PIA spokesman Abdullah Hafeez told Dawn that “about 150 pilots are being grounded.”
He said the management has now written to the Civil Aviation Authority to urgently provide the list of other licences found to be dubious and all of them will be indefinitely grounded pending inquiries against them.
Pakistan International Airlines (PIA) on Friday said that the issue of commercial pilots possessing dubious licences — brought to light after an investigation into a recent plane crash that claimed the lives of 97 people — was not exclusive to the national carrier.
In a tweet, PIA said that the licences were issued by the competent authority and were "valid as per their records".
"It's the process and discrepancies through which they were obtained [...] triggered the inquiry by the government and action."
The issue of dubious licenses drew global attention after Aviation Minister Ghulam Sarwar Khan declared in the National Assembly that 150 pilots from PIA had fake licences.
There are 860 active pilots in the country, he had said, adding that of these, 262 pilots did not even take their exams themselves.
A day earlier, Chief Justice of Pakistan (CJP) Gulzar Ahmed summoned the director general of the Civil Aviation Authority (CAA) to explain allegations of fake licences by some pilots of different airlines of the country who fly passenger aircraft and thus put the lives of people at stake, a serious offence under the law.
The CAA director general is required to furnish a comprehensive report before the Supreme Court within two weeks in this regard and when the case will be taken up again after three weeks, chief executive officers of the PIA, AirBlue and Serene will also appear before the court with reports about the professional qualification of pilots in their respective airlines.
The credibility of CAA and PIA also took a massive hit when the International Air Transport Association (IATA) expressed concern over the "serious lapse in licensing and safety oversight by the aviation regulator".
Amid the aviation crisis, the PIA management decided to ground 150 pilots and started relieving them from flight rosters for allegedly possessing ‘dubious licences’, while asking the CAA to urgently provide the list of all those who allegedly had fake/suspicious commercial pilot licences.
Sources said the PIA management had not officially received the list of those pilots having ‘dubious licences’ from the CAA, but had decided not to allow such pilots to operate flights and initiated departmental action against them.
PIA spokesman Abdullah Hafeez told Dawn that it had already been announced that about 150 pilots would be grounded.
Despite the number of such pilots and its adverse impact on PIA’s flight operations, all of them would be indefinitely grounded pending the outcome of inquiries against them, constituted by the government of Pakistan, he said.

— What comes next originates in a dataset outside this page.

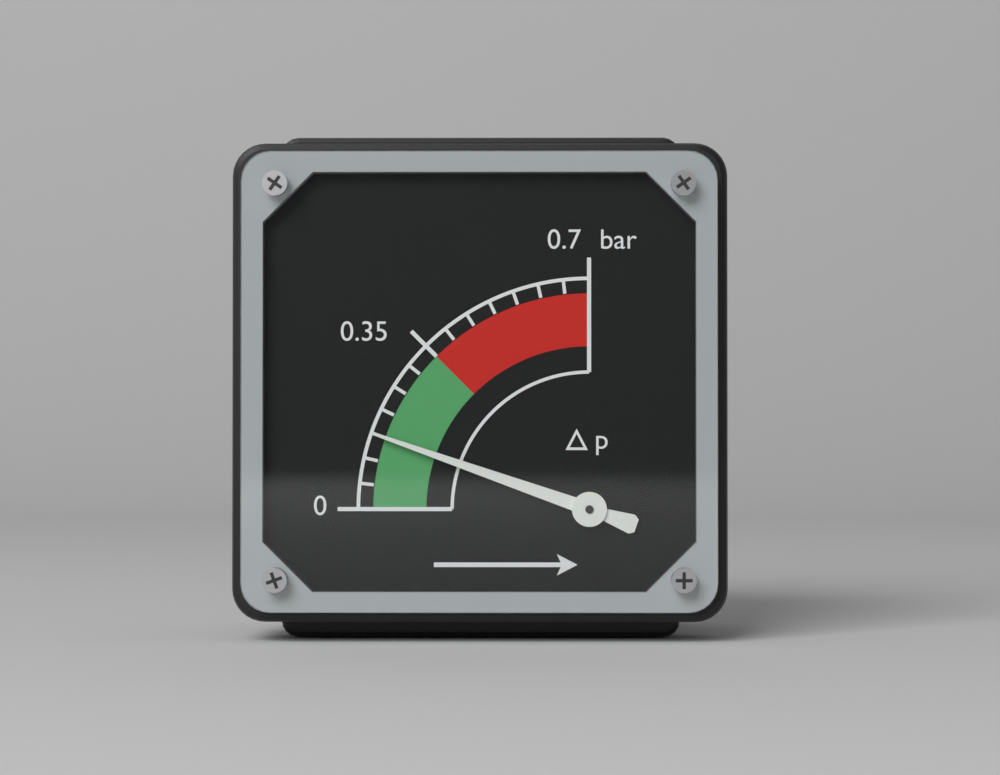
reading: 0.15 bar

PIA Chief Executive Officer Air Marshal Arshad Malik on Thursday wrote another letter to the director general of the CAA and a letter to the aviation division secretary asking them to urgently provide the list of all those PIA pilots having fake/suspicious licences.
Air Marshal Malik said the provision of lists of commercial pilots having fake or suspicious licences would enable the management to issue instructions for immediate action.

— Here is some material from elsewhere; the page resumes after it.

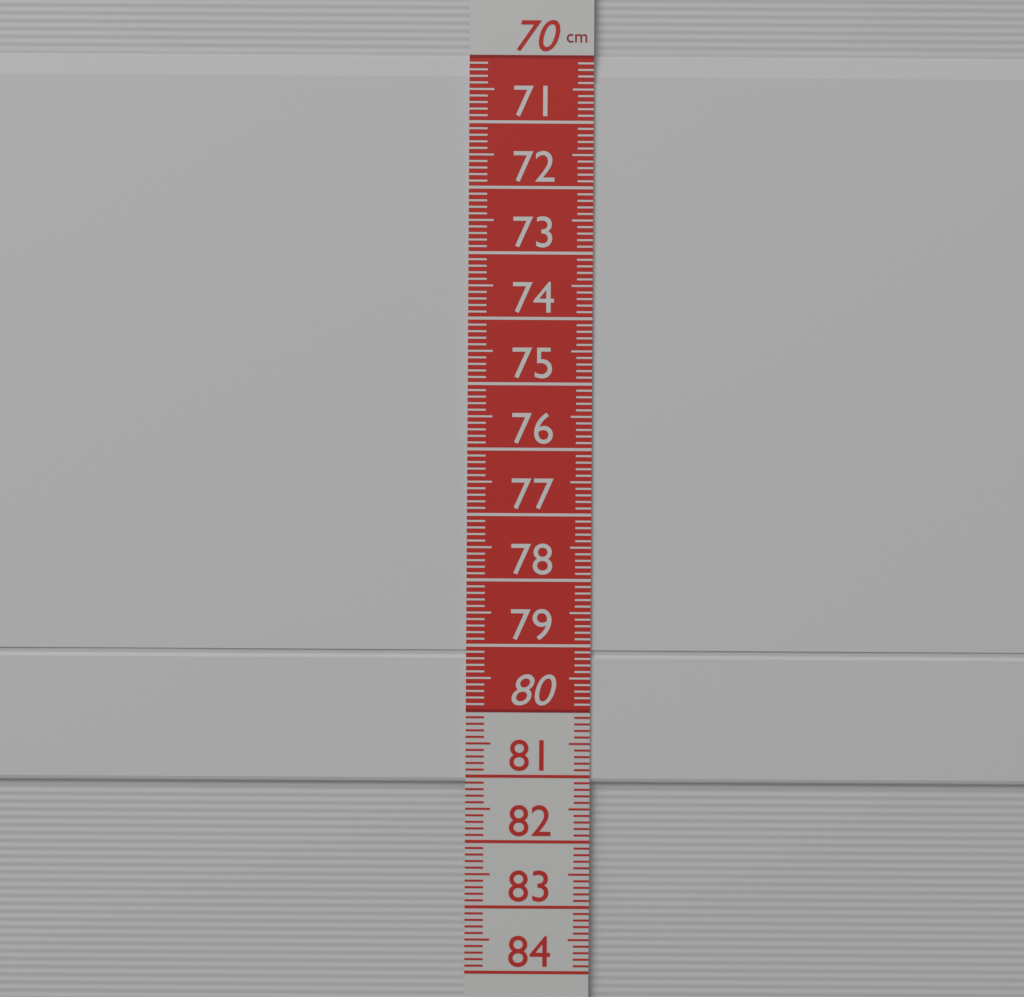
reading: 81.1 cm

The Pakistani government plans to launch a criminal investigation into aviation officials suspected of being involved in cheating on qualification exams for an airline pilot's license.
Probes into a plane crash last month revealed that 262 pilots, or nearly one-third of the country's 860 pilots, did not have legitimate licenses and were unqualified to fly. The companies they worked for included Pakistan International Airlines, which operated the aircraft in the accident.